For me, PubMed Commons came out of nowhere. I was aware of some innovations in publishing (check out journals like Cryosphere for examples of progress in academic publishing) but to have a huge group like PubMed involved in pro-actively pushing boundaries is a real game-changer. Here’s why it’s so important: academic publishing as it currently exists is broken. We have been using a model for publishing that is built around a century-old method for the dissemination of information. This involves (i) the submission of articles to an editor, (ii) the selection of a small number (usually 2-3) of referees to review the paper and make sure it is adequate, and (iii) a judgement made by the editor and the referees as to whether or not the paper should be accepted. At that point, the paper is either published (in which case it becomes a matter of record) or rejected (in which case it is never heard of unless published elsewhere). What this means is that ENORMOUS amounts of scientific information is never seen, and that information that is released in given a sometimes-cursory review by a small number of people who may not be experts in the area. The internet should already have changed that in a number of ways:
Pre-review preprint servers – The mathematics and physics communities have been using pre-print servers for many years, almost to the exclusion of regular journals. Arxiv is the gold-standard, which holds papers that have not been reviewed in a public forum where anybody can read and comment. This removes the issues with limited peer-review so that all work can be evaluated by the wider community, made possible by the access to information provided by the internet. I was delighted to hear (just a couple of days before the launch of PubMed Commons) that the biological sciences are going to have their own pre-prints archive at Biorxiv. No word yet on when that will launch, though.

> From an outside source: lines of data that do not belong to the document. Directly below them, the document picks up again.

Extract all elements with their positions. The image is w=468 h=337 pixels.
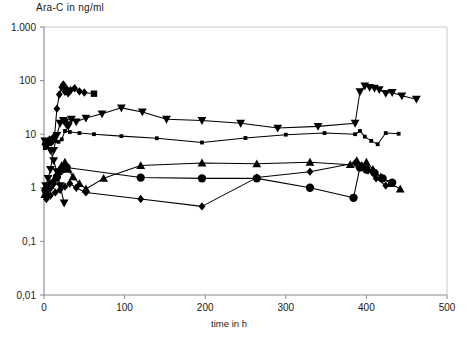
data-point-circle [137, 173, 145, 181]
data-point-square-small [244, 136, 248, 140]
data-point-circle [62, 163, 70, 171]
data-point-triangle-up [396, 185, 405, 193]
data-point-square-small [397, 132, 401, 136]
data-point-square-small [358, 129, 362, 133]
series-line [45, 161, 400, 195]
y-tick-label: 0,1 [22, 236, 36, 247]
data-point-diamond [307, 167, 314, 175]
data-point-square-small [155, 136, 159, 140]
data-point-circle [198, 174, 206, 182]
data-point-diamond [199, 202, 206, 210]
x-tick-label: 500 [439, 302, 456, 313]
data-point-square-small [92, 132, 96, 136]
data-point-circle [388, 178, 396, 186]
data-point-triangle-up [69, 172, 78, 180]
chart-figure: Ara-C in ng/ml 0,010,11101001.0000100200… [0, 0, 468, 337]
y-axis-ticks: 0,010,11101001.000 [11, 22, 44, 301]
data-point-triangle-down [381, 90, 390, 98]
data-point-square-small [384, 131, 388, 135]
x-axis-ticks: 0100200300400500 [41, 295, 456, 313]
y-tick-label: 1 [30, 182, 36, 193]
data-point-circle [370, 169, 378, 177]
data-point-triangle-down [60, 200, 69, 208]
data-point-square-small [323, 131, 327, 135]
data-point-diamond [137, 195, 144, 203]
data-point-square-small [63, 129, 67, 133]
series-patient-4-up-triangle [40, 156, 404, 198]
data-point-triangle-up [306, 158, 315, 166]
data-point-triangle-down [412, 96, 421, 104]
data-point-triangle-down [49, 157, 58, 165]
x-axis-title: time in h [0, 318, 468, 329]
data-point-square-small [68, 130, 72, 134]
series-line [46, 167, 393, 197]
data-point-diamond [81, 88, 88, 96]
data-point-circle [306, 184, 314, 192]
y-tick-label: 10 [25, 129, 37, 140]
series-line [45, 131, 399, 148]
data-point-circle [349, 194, 357, 202]
data-point-circle [48, 179, 56, 187]
plot-area: 0,010,11101001.0000100200300400500 [0, 0, 468, 337]
x-tick-label: 100 [116, 302, 133, 313]
data-point-triangle-up [99, 174, 108, 182]
x-tick-label: 300 [277, 302, 294, 313]
series-patient-6-diamond-low [43, 159, 389, 211]
series-patient-5-circle [41, 163, 396, 202]
data-point-triangle-down [356, 88, 365, 96]
series-patient-3-small-square [43, 129, 401, 150]
data-point-triangle-up [198, 159, 207, 167]
series-line [46, 163, 385, 206]
y-tick-label: 1.000 [11, 22, 36, 33]
y-tick-label: 0,01 [17, 290, 37, 301]
data-point-triangle-down [72, 118, 81, 126]
data-point-square-small [369, 139, 373, 143]
data-point-square-small [60, 137, 64, 141]
x-tick-label: 400 [358, 302, 375, 313]
data-point-diamond [53, 104, 60, 112]
data-point-square-small [353, 132, 357, 136]
data-point-square-small [78, 131, 82, 135]
data-point-square-small [119, 134, 123, 138]
plot-frame [44, 27, 447, 295]
y-tick-label: 100 [19, 75, 36, 86]
data-point-square [91, 90, 97, 96]
data-point-square-small [284, 133, 288, 137]
data-point-triangle-down [82, 115, 91, 123]
data-point-square-small [200, 141, 204, 145]
data-point-square-small [363, 135, 367, 139]
x-tick-label: 200 [197, 302, 214, 313]
data-point-square-small [376, 142, 380, 146]
x-tick-label: 0 [41, 302, 47, 313]
data-point-triangle-down [273, 125, 282, 133]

- Post-publication comments – Once a paper is published, that paper tends to remain as a part of the scientific record. Very few papers are ever retracted, even if deemed incorrect or fraudulent, and much of the critique that happens today takes place on blogs. Journals have means for comment on articles, but these rely on standard publishing models (submit to editor, review, decision over publication). However, PubMed Commons allows anyone (right now only PubMed authors during the pilot) to comment on any paper in the PubMed archive (which is over 23 million citations). What’s more, the authors of the original papers can comment and update on work – particularly useful to link in subsequent papers or data that has been newly available where journals didn’t support the addition of supplementary data with the original paper.
All in all, exciting times and lots of progress being made!!